At the line containing "The image size is (1559, 877).", begin setting down the entries exactly, and stop only after the last line.

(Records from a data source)
== Segment start ==
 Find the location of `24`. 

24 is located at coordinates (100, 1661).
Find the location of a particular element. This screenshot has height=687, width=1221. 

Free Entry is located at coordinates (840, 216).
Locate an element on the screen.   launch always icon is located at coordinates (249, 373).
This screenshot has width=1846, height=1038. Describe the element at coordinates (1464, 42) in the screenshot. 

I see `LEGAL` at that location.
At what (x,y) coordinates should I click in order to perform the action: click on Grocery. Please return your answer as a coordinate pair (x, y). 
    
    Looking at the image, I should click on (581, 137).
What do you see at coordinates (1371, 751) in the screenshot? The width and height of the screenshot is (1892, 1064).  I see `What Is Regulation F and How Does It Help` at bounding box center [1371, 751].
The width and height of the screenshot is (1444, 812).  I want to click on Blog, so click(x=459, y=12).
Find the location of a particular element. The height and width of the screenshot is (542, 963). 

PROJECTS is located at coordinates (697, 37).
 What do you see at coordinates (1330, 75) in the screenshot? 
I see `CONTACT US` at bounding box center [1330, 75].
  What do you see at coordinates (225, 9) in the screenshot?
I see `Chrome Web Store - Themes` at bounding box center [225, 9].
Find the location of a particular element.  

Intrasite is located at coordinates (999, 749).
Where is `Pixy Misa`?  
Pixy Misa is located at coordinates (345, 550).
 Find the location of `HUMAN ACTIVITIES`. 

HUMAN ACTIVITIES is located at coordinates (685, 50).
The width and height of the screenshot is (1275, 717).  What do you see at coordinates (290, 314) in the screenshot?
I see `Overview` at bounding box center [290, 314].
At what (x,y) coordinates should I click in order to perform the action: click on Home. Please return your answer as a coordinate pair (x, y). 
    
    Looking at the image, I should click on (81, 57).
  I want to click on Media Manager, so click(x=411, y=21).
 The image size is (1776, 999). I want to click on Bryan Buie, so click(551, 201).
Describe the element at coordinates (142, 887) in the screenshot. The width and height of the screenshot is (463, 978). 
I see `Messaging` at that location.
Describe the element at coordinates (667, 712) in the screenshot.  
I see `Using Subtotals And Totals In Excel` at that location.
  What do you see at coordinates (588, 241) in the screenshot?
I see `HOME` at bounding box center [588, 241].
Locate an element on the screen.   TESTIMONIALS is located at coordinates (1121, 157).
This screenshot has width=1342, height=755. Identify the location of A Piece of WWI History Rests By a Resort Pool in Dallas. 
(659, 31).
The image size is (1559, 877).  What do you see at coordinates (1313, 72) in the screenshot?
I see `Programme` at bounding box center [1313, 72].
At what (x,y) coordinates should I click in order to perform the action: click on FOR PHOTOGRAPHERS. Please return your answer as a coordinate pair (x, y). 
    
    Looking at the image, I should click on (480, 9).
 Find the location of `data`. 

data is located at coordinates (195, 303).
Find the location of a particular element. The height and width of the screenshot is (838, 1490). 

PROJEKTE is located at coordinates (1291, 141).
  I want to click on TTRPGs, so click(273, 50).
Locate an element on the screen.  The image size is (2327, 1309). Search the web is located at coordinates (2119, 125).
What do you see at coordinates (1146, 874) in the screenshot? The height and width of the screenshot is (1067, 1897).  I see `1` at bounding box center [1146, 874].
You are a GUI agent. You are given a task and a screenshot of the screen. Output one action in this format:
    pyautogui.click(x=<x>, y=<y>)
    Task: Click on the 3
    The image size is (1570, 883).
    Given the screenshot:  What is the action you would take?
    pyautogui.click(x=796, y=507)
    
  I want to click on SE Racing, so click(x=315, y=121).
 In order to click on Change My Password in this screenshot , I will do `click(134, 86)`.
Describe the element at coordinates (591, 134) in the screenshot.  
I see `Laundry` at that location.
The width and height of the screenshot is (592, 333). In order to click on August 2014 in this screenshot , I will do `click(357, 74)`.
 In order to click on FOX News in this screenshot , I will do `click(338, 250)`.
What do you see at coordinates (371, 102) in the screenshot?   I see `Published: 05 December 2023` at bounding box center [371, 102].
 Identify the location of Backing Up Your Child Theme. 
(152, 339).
== Segment end ==
**Written solution**
The image size is (1559, 877).  What do you see at coordinates (1313, 72) in the screenshot?
I see `Programme` at bounding box center [1313, 72].
At what (x,y) coordinates should I click in order to perform the action: click on FOR PHOTOGRAPHERS. Please return your answer as a coordinate pair (x, y). 
    
    Looking at the image, I should click on (480, 9).
 Find the location of `data`. 

data is located at coordinates (195, 303).
Find the location of a particular element. The height and width of the screenshot is (838, 1490). 

PROJEKTE is located at coordinates (1291, 141).
  I want to click on TTRPGs, so click(273, 50).
Locate an element on the screen.  The image size is (2327, 1309). Search the web is located at coordinates (2119, 125).
What do you see at coordinates (1146, 874) in the screenshot? The height and width of the screenshot is (1067, 1897).  I see `1` at bounding box center [1146, 874].
You are a GUI agent. You are given a task and a screenshot of the screen. Output one action in this format:
    pyautogui.click(x=<x>, y=<y>)
    Task: Click on the 3
    The image size is (1570, 883).
    Given the screenshot:  What is the action you would take?
    pyautogui.click(x=796, y=507)
    
  I want to click on SE Racing, so click(x=315, y=121).
 In order to click on Change My Password in this screenshot , I will do `click(134, 86)`.
Describe the element at coordinates (591, 134) in the screenshot.  
I see `Laundry` at that location.
The width and height of the screenshot is (592, 333). In order to click on August 2014 in this screenshot , I will do `click(357, 74)`.
 In order to click on FOX News in this screenshot , I will do `click(338, 250)`.
What do you see at coordinates (371, 102) in the screenshot?   I see `Published: 05 December 2023` at bounding box center [371, 102].
 Identify the location of Backing Up Your Child Theme. 
(152, 339).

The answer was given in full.